Does anyone have any suggestions, recommendations, or has anyone ever seen an issue like this before?
More info: We are running a quad-core Intel Atom micro with a custom serial breakout interface. The serial port is at /dev/ttyS0.
EDIT (clarification):
If I set up a session in Picocom or Minicom, I can send characters from our custom platform (running Ubuntu 14.04) to another Linux PC (also running Ubuntu 14.04). However, if I try to send characters from the Linux PC to our custom board, I sometimes get nothing, and other times get unrecognized characters (they show up as bubbles with question marks in them).
I can also simply echo a string to /dev/ttyS0 on the custom platform and receive it on the Linux PC. I just can't get it to work the other way around.

determine if chipset is capable off packet injection and monitor mode

and I want to know if my chipset is capable off doing those things
My chipset is a intel centrino advanced 6200-n on a sony vayo laptop running on windows 7.

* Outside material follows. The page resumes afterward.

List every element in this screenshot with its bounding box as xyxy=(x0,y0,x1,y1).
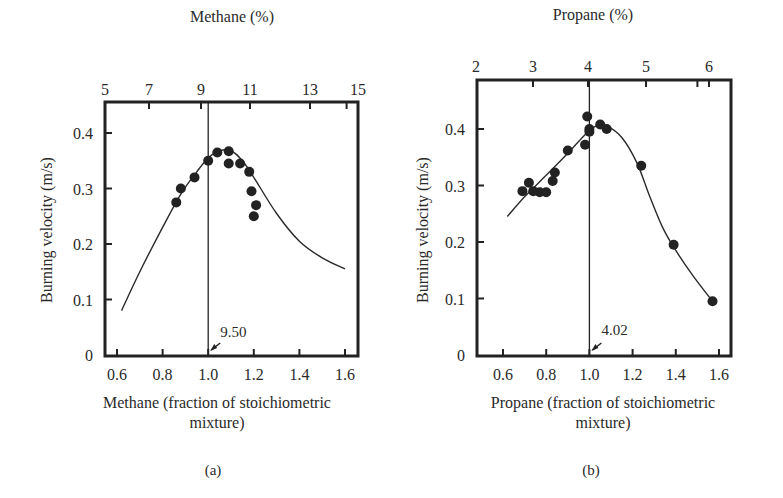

Now, I know that windows is only capable off listening, so I boot backtrack 4
from a usb stick.
I also want to know if a live distribution can work flawlessly with the wificard even if it does not support formentioned things, because I try'd to use wget to download something
and it says it ca not resolve the address?
thanks, Richard
Intel centrino advanced 6200-n does support both monitor mode and frame injection with iwlwifi driver. There are some intricacies involved on driver side though so it is best to use very recent kernel to make it work reliably. The patches which make this work well are expected to be part of Linux kernel version 3.5, until it's released you can build kernel yourself from iwlwifi.git tree:
http://git.kernel.org/?p=linux/kernel/git/iwlwifi/iwlwifi.git
Instructions on building kernel from a git tree:
https://wiki.ubuntu.com/KernelTeam/GitKernelBuild
It should also work with older kernels.
As for the fact that you couldn't wget something - have you connected to wireless network at all? Standard client mode in iwlwifi works very well even with old kernels.